Celeste Dalla Porta, Daniele Rienzo and Dario Aita in “Parthenope.”Credit...Gianni Fiorito/A24
Feb. 6, 2025
Parthenope
Directed by Paolo Sorrentino
Drama, Fantasy
R
2h 16m
“Beauty is like war — it opens doors,” says the middle-aged American writer John Cheever (Gary Oldman) to Parthenope (Celeste Dalla Porta), a statuesque brunette from Naples whom he meets at a resort. It’s southern Italy, 1973, and Cheever (Oldman in a small but memorably melancholic part) strikes up a friendship with her early on in the film.
“Parthenope_,”_ a characteristically decadent drama by the director Paolo Sorrentino, is about all the doors opened by Parthenope’s beauty. At first — when she’s seen primarily in a bikini, lounging by crystalline ocean waters — this means capturing the hearts of male suitors, like her namesake siren from Greek mythology.
Cheever, who in real life spent years traveling around Italy, is one of the few men in the filmwho isimmune to her charms — maybe it's the booze, or his repressed yearning for men. Or maybe it’s because a woman like her should be admired from a distance as one does a religious icon or marble statue.

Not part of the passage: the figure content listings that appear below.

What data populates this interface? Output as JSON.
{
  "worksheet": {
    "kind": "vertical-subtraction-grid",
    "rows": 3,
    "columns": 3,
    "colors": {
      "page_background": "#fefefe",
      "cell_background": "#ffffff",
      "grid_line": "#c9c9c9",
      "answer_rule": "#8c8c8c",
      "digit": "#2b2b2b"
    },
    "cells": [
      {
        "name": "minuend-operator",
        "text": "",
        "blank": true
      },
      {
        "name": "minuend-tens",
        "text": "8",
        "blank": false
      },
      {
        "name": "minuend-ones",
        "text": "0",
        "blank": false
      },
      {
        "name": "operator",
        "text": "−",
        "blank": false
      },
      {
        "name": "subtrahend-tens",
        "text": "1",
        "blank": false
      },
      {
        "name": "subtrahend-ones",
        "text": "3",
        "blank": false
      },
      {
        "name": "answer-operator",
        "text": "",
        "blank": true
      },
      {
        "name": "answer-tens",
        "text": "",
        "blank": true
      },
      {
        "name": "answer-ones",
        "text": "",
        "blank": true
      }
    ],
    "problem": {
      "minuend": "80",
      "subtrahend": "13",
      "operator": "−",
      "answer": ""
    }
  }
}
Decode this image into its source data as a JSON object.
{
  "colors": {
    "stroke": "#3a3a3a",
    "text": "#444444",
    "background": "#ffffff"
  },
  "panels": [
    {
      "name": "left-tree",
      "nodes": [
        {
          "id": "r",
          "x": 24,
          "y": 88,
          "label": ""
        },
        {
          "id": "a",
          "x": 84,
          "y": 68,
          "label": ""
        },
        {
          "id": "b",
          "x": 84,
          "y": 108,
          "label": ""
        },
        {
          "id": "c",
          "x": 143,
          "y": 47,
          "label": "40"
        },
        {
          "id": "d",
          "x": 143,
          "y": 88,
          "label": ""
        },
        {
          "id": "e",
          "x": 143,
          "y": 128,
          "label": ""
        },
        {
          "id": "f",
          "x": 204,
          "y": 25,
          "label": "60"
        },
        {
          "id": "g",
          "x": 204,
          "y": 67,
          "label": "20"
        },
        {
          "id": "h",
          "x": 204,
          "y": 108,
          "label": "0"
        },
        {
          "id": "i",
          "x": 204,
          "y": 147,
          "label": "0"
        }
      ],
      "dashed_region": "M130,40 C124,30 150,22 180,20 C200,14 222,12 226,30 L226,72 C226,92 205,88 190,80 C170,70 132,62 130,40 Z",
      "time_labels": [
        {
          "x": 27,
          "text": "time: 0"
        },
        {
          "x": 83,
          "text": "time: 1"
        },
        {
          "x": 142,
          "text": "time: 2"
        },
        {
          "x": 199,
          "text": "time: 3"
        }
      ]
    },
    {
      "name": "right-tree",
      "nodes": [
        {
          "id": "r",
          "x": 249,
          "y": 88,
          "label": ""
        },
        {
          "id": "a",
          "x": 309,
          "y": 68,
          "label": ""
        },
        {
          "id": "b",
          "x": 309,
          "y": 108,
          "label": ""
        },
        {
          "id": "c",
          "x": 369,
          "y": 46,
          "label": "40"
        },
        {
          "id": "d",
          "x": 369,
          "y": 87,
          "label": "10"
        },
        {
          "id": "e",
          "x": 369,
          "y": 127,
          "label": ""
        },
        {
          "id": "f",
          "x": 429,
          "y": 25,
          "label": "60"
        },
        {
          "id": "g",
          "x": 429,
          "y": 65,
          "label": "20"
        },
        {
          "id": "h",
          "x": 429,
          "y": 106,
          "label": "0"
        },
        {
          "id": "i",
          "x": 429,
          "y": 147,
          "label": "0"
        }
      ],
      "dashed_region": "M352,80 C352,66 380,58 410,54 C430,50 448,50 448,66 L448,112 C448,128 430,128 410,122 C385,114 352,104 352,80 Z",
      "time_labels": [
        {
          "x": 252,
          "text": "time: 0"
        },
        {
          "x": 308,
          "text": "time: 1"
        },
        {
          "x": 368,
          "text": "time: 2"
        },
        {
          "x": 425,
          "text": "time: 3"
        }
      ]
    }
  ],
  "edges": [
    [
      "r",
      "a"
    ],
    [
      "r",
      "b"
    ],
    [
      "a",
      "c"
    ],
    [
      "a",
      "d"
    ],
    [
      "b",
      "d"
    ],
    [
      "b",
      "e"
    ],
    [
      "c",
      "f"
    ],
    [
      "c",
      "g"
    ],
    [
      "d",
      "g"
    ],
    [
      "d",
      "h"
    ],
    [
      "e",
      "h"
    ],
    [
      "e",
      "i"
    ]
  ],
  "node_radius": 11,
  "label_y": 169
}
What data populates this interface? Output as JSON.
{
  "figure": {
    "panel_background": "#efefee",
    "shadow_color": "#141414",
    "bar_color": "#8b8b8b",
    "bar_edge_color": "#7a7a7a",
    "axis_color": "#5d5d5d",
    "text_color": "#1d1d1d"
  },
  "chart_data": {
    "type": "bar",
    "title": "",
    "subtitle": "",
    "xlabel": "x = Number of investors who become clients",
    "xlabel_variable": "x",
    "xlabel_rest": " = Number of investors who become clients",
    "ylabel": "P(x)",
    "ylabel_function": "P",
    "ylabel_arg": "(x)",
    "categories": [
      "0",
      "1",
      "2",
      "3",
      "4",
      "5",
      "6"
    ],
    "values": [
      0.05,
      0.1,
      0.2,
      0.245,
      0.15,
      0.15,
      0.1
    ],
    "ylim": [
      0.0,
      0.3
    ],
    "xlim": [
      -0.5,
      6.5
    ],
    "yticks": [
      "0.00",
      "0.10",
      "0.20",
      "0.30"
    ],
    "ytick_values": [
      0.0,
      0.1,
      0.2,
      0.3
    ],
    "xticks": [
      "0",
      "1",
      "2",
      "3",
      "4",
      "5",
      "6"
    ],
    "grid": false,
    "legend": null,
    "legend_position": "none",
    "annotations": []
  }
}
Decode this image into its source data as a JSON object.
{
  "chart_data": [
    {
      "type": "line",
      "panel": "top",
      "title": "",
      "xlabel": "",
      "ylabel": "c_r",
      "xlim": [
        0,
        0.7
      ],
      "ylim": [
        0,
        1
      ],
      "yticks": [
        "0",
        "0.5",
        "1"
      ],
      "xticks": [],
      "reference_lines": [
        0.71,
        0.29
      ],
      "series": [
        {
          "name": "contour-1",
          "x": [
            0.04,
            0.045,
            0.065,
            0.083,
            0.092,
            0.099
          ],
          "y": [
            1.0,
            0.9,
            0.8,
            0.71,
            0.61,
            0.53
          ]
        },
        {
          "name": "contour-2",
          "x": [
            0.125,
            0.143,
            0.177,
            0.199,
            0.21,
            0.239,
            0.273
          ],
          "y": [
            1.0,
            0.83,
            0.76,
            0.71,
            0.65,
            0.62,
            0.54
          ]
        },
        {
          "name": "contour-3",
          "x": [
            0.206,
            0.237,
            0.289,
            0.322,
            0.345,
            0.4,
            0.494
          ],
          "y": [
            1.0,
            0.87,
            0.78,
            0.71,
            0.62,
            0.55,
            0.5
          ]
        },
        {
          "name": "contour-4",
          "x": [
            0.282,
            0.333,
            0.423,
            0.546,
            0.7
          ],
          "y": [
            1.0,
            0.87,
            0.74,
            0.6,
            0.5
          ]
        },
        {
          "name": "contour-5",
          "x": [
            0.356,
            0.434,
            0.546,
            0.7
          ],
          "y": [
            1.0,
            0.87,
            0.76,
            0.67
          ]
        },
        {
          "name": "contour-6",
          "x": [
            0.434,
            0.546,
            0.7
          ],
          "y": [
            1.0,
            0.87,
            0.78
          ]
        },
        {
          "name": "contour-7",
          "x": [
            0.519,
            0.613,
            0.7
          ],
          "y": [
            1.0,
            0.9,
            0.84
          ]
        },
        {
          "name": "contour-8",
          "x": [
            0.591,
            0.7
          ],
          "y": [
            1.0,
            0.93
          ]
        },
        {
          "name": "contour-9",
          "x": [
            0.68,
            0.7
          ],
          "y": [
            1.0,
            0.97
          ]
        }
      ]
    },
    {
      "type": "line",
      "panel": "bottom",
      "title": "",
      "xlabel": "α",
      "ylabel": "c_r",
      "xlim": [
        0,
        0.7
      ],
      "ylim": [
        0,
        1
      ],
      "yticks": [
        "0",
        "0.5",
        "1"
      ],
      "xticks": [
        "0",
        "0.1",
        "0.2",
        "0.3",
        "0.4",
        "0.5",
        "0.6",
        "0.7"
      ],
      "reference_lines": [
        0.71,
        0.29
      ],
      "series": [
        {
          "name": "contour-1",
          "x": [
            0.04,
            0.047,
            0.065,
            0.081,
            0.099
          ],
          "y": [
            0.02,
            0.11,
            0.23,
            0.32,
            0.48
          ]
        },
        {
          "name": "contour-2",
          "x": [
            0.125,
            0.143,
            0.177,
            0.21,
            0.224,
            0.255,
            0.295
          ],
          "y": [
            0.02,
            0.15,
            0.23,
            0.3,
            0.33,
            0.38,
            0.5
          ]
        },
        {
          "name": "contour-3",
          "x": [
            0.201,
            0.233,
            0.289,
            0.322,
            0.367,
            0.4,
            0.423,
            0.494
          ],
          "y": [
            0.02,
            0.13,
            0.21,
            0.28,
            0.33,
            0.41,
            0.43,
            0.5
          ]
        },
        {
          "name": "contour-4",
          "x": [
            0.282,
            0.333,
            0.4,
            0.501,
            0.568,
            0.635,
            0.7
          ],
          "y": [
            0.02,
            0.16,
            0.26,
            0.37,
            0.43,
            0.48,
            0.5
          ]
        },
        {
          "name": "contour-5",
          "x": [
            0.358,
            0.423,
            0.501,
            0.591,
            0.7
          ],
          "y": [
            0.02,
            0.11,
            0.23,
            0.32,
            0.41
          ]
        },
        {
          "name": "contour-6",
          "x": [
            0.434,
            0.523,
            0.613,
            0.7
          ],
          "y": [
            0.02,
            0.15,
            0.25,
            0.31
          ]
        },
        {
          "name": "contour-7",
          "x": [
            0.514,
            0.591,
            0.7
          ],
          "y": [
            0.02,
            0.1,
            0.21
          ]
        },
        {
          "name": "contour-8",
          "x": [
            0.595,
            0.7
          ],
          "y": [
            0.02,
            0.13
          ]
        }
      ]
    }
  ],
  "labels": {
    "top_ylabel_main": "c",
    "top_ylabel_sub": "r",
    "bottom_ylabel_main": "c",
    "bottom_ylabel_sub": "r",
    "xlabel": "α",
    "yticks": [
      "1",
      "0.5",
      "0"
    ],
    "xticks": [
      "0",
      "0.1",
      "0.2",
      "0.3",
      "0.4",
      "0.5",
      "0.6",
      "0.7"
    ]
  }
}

If this way of idealizing women sounds painfully retrograde, know that Sorrentino isn’t interested in realism — or political correctness, for that matter. His work (including the Oscar winner “The Great Beauty” and the HBO series “The Young Pope”) is less about people than it is about big ideas: art, desire, religion, and, yes, beauty; the way they shape our lives with an almost mystical power.
Now add to this an enduring fixation with Sorrentino’s native Italy, its past and present, and its contradictions. The country is home to some of the world’s great triumphs — think ancient Rome and the Sistine Chapel — but the director also depicts it as a hotbed of spiritual rot personified by its corrupt leaders. At one point in the film, Parthenope enjoys a dalliance with a monstrous bishop (Peppe Lanzetta), representing a union of the sacred and the profane.